■ What is expected
Using only the entries below, copy exactly the lines that begin at the one with "This screenshot has height=499, width=888." and end at the one with "pyautogui.click(x=<x>, y=<y>)", both included. Drop the pictures.

Data to process: Begin

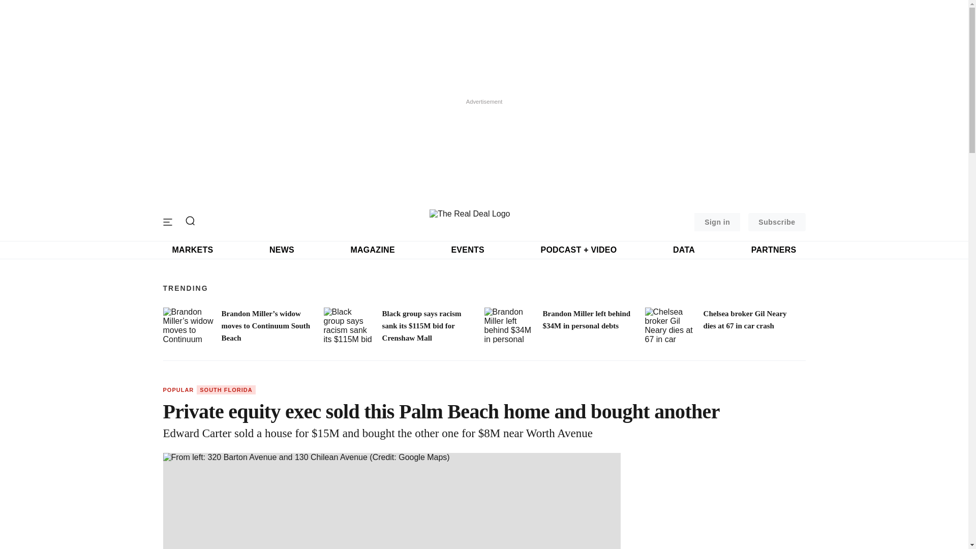 This screenshot has height=549, width=976. What do you see at coordinates (717, 222) in the screenshot?
I see `Sign in` at bounding box center [717, 222].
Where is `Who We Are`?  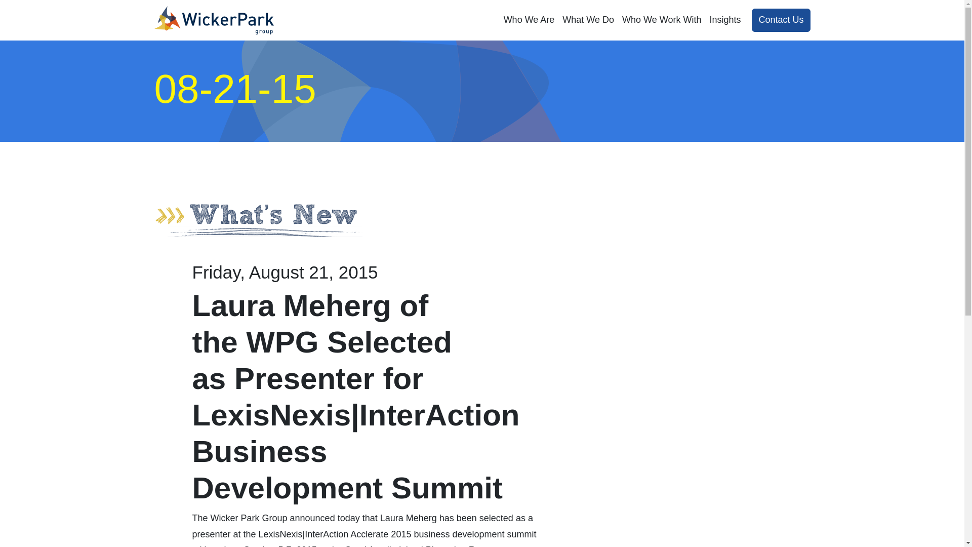
Who We Are is located at coordinates (529, 20).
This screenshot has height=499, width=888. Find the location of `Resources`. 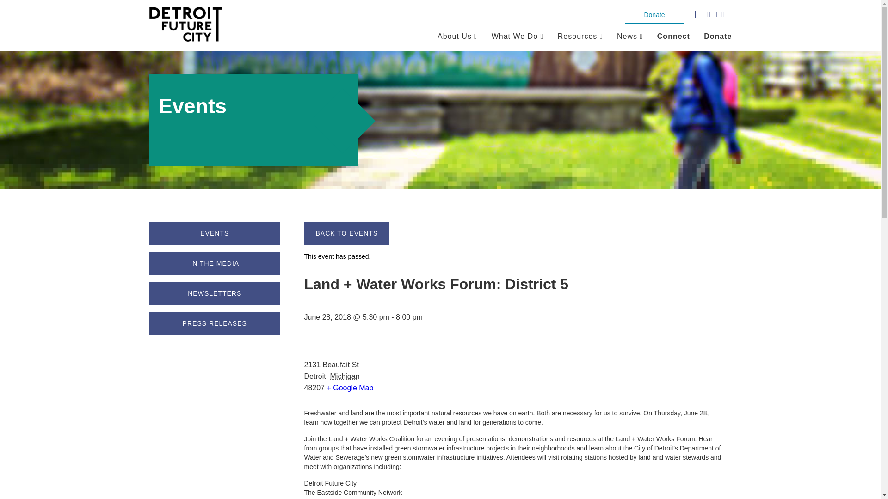

Resources is located at coordinates (577, 36).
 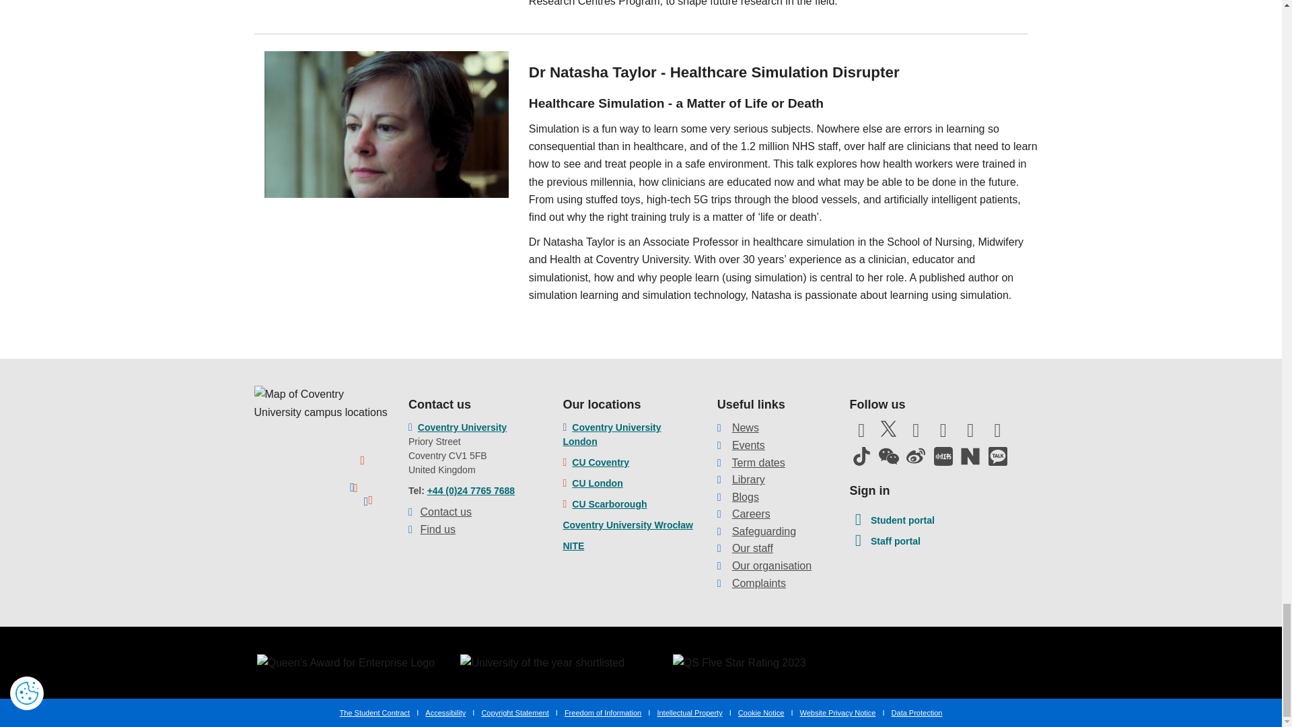 What do you see at coordinates (997, 434) in the screenshot?
I see `Add us on Snapchat` at bounding box center [997, 434].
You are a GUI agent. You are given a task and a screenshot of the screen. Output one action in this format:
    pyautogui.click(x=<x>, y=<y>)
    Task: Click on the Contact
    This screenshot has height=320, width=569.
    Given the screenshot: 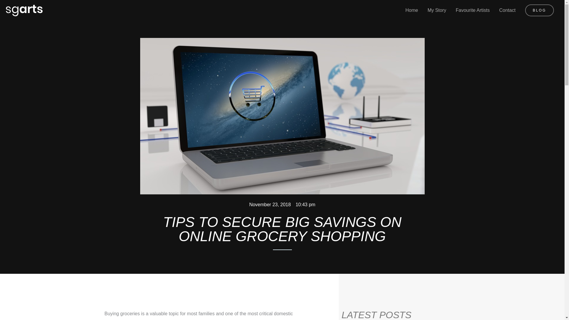 What is the action you would take?
    pyautogui.click(x=507, y=10)
    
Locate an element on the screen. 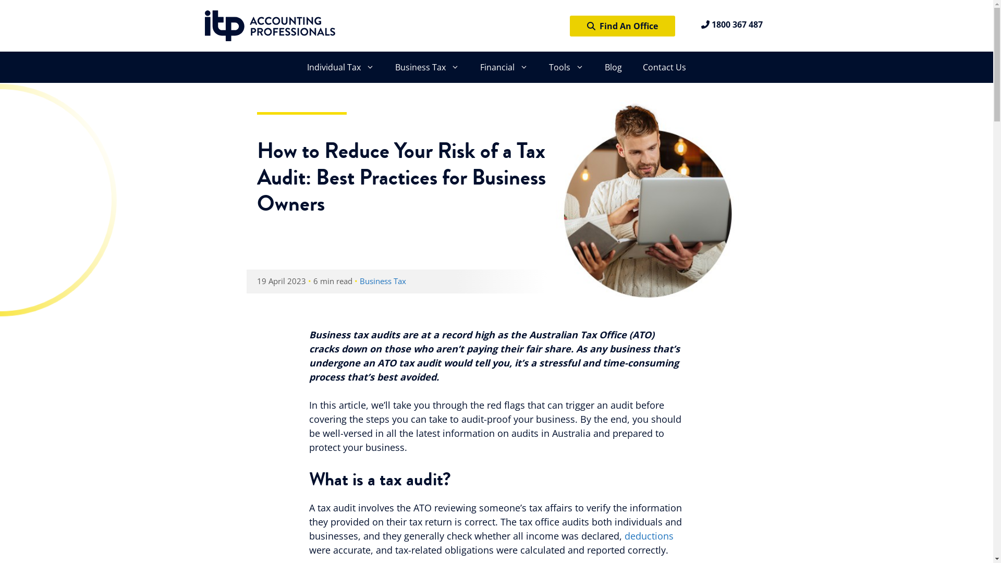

Data to process: End

■ Finished task
This screenshot has height=499, width=888. Find the location of `Resources`. 

Resources is located at coordinates (577, 36).
  What do you see at coordinates (997, 434) in the screenshot?
I see `Add us on Snapchat` at bounding box center [997, 434].
You are a GUI agent. You are given a task and a screenshot of the screen. Output one action in this format:
    pyautogui.click(x=<x>, y=<y>)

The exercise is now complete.